I began to focus on what I could understand easily, like identifying figurative language, while still understanding the gist of Romeo and Juliet's antics. By easing myself into the insanity, it became easier to handle. I plan to carry this plan into King Lear, by understanding the plot first, then what I can easily understand about the language, and finally work into harder, more complex ideas that have disappeared between Elizabethan time and now.
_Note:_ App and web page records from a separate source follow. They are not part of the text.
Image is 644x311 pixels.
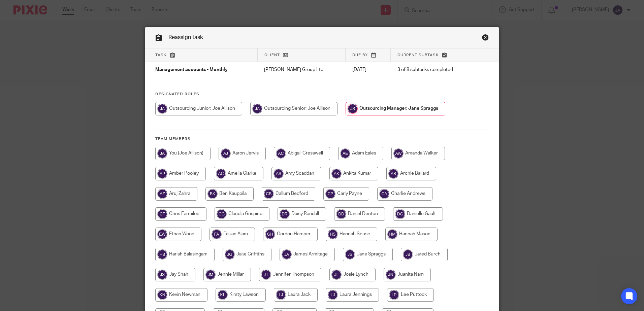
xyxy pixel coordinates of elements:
h4: Designated Roles [155,92,489,97]
span: Due by [353,53,368,57]
span: Client [264,53,280,57]
span: Task [155,53,167,57]
p: [DATE] [353,67,385,73]
span: Current subtask [398,53,439,57]
h4: Team members [155,137,489,142]
span: Reassign task [169,35,204,40]
p: [PERSON_NAME] Group Ltd [264,67,339,73]
a: Close this dialog window [482,34,489,43]
span: Management accounts - Monthly [155,68,228,73]
td: 3 of 8 subtasks completed [391,62,475,78]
I also hope to use this in my writing - laying out a plan, and then making lots of revisions to add little quirks for further generations, or future teachers, to discover. All in all, my singular experience with Shakespeare with Romeo and Juliet was one of learning! I liked discovering all of the patterns and things that can be done with language, it just took some getting used too. It's a break from the status quo, but in the blur of high school, sometimes that's whats needed.

1 comment:

  1. Charlie, I completely agree that any Shakespeare work is incredibly intimidating at first sight. Even for someone who can comprehend the majority of the language, the idioms and metaphors in the work make it seem like an utterly foreign language. When one says that have a surface level comprehension of Shakespeare's works, what they are indeed saying is that they cannot even understand that. Some of the surface-level ideas in Shakespeare plays can only be seen by looking at some hidden themes that appear at different times in the text. It seems that Shakespeare expected the general population to catch onto the ideas that he had hidden in the text. However, I think that Shakespeare overestimated the analytical abilities of the general population. Shakespeare’s mind was astoundingly rich, and I think he had trouble with understanding how the common folk couldn’t see the world like he did. Rather, they couldn’t see the depth he did at first glance. Through rigorous analysis, people can understand Shakespeare’s works in all their poetic profundity.